Monitoring for Replit Apps
Adding monitoring to a Replit app
Replit gives you a full-stack web app, usually Node.js or Python, with hosting built in. This is how to add error tracking and uptime monitoring with Upflag.
Where Replit apps break
Replit makes it easy to deploy often. You're pushing changes frequently, sometimes multiple times a day, with less review than you'd do in a traditional setup. The AI assistant can change a shared utility and break three routes at once.
The speed is the problem. You make a change, it deploys, you move on to the next thing. Meanwhile a route is returning 500s and nobody knows because the rest of the app looks fine.
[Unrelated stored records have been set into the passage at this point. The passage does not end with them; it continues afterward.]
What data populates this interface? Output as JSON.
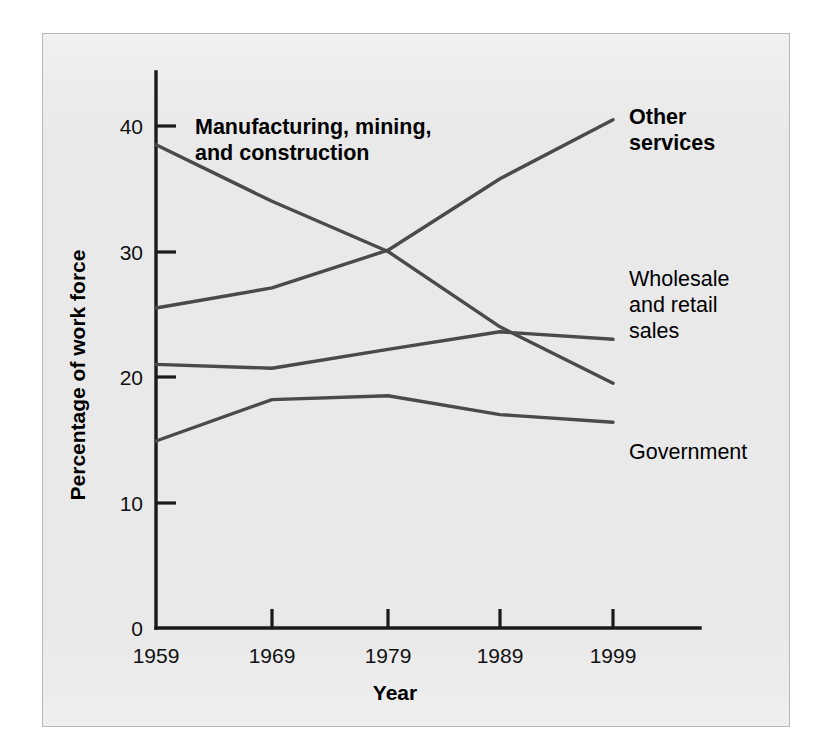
{
  "chart_data": {
    "type": "line",
    "title": "",
    "xlabel": "Year",
    "ylabel": "Percentage of work force",
    "x": [
      1959,
      1969,
      1979,
      1989,
      1999
    ],
    "categories": [
      "1959",
      "1969",
      "1979",
      "1989",
      "1999"
    ],
    "xtick_labels": [
      "1959",
      "1969",
      "1979",
      "1989",
      "1999"
    ],
    "ytick_labels": [
      "0",
      "10",
      "20",
      "30",
      "40"
    ],
    "yticks": [
      0,
      10,
      20,
      30,
      40
    ],
    "ylim": [
      0,
      44
    ],
    "xlim": [
      1959,
      1999
    ],
    "grid": false,
    "legend": "inline-labels-right",
    "series": [
      {
        "name": "Manufacturing, mining, and construction",
        "label_lines": [
          "Manufacturing, mining,",
          "and construction"
        ],
        "label_position": "inside-top-left",
        "label_bold": true,
        "values": [
          38.5,
          34.0,
          30.0,
          24.0,
          19.5
        ],
        "color": "#4a4a4a"
      },
      {
        "name": "Other services",
        "label_lines": [
          "Other",
          "services"
        ],
        "label_position": "right-top",
        "label_bold": true,
        "values": [
          25.5,
          27.1,
          30.1,
          35.8,
          40.5
        ],
        "color": "#4a4a4a"
      },
      {
        "name": "Wholesale and retail sales",
        "label_lines": [
          "Wholesale",
          "and retail",
          "sales"
        ],
        "label_position": "right-middle",
        "label_bold": false,
        "values": [
          21.0,
          20.7,
          22.2,
          23.6,
          23.0
        ],
        "color": "#4a4a4a"
      },
      {
        "name": "Government",
        "label_lines": [
          "Government"
        ],
        "label_position": "right-bottom",
        "label_bold": false,
        "values": [
          14.9,
          18.2,
          18.5,
          17.0,
          16.4
        ],
        "color": "#4a4a4a"
      }
    ]
  },
  "axes": {
    "y_title": "Percentage of work force",
    "x_title": "Year",
    "y_ticks": [
      "40",
      "30",
      "20",
      "10",
      "0"
    ],
    "x_ticks": [
      "1959",
      "1969",
      "1979",
      "1989",
      "1999"
    ]
  },
  "labels": {
    "manufacturing_line1": "Manufacturing, mining,",
    "manufacturing_line2": "and construction",
    "other_line1": "Other",
    "other_line2": "services",
    "wholesale_line1": "Wholesale",
    "wholesale_line2": "and retail",
    "wholesale_line3": "sales",
    "government_line1": "Government"
  },
  "colors": {
    "panel_background": "#e9e9e9",
    "page_background": "#ffffff",
    "panel_border": "#b9b9b9",
    "axis": "#1a1a1a",
    "series_line": "#4a4a4a",
    "text": "#000000"
  }
}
Background jobs and cron tasks are especially fragile. If the AI rewrites a scheduled task or a queue handler, there's no visible symptom when it stops running. You find out when the data is stale or a notification didn't send.
Random JavaScript errors are common too. A component throws, the user gets a blank white page or a loading state that never resolves. The Replit preview doesn't always catch these because it's not running under real traffic conditions.
Cold starts are a Replit-specific issue. Your app goes to sleep after inactivity and takes a few seconds to wake up. Generated code doesn't always handle this gracefully — timeouts, dropped connections, partial renders.
And then integrations. You ask the AI to restructure your API and it doesn't know your Stripe webhooks depend on that exact path. The app runs fine. Your payments are broken.
Setup
1. Get your project key
Sign up at upflag.io and grab the project key from your dashboard.
2. Add two script tags
Add these two tags to your <head> — both are needed. The first buffers any errors that fire before the main snippet loads:
<script>window.__ufq=[];window.addEventListener("error",function(e){window.__ufq.push(e)});window.addEventListener("unhandledrejection",function(e){window.__ufq.push(e)})</script>
<script src="https://upflag.io/api/v1/snippet?key=uf_YOUR_KEY" defer></script>
Replace uf_YOUR_KEY with your key from the Upflag dashboard.
If you're using a framework with a layout file, add them there. For plain HTML or Express apps serving static files, add them to your index.html.
Or ask Replit's AI assistant: "Add these two script tags to the head of my HTML."
It starts capturing JavaScript errors and page loads right away.
3. Set up alerts
In the Upflag dashboard, pick where you want notifications: email, Slack, or SMS. Alerts say what broke in plain English ("Your signup form started throwing errors") instead of a stack trace.
After setup
Upflag checks your URL every 60 seconds. Hosting goes down, your Replit app goes to sleep and doesn't wake up, SSL breaks — you'll know.
For Replit apps specifically, uptime monitoring matters more than on other platforms. Replit deployments can go down or get slow in ways that aren't obvious. The 60-second uptime check catches cold start problems and hosting issues before your users tell you.
Client-side error tracking catches the rest. You're deploying fast and not reviewing every line. Browser-level error tracking tells you when something broke that you didn't notice — broken buttons, failed API calls, components that stopped rendering.
Keep an eye on whatever flows make your app work. If signups or payments break after a session where you changed a lot, you want to know that day, not next week.
Using the MCP server
If you're using Replit's AI assistant alongside an external tool like Cursor or Claude Code, you can connect Upflag as an MCP server so the AI can see your production errors while it's working.
Once connected, you can ask it to check for recent errors and fix them directly. Instead of you copying an error message and pasting it into the chat, the AI already knows what's broken — which page threw, what the error was, how many users hit it.
This doesn't replace the script tags. The tags capture errors in the browser. The MCP connection is what lets your AI tools read those errors back.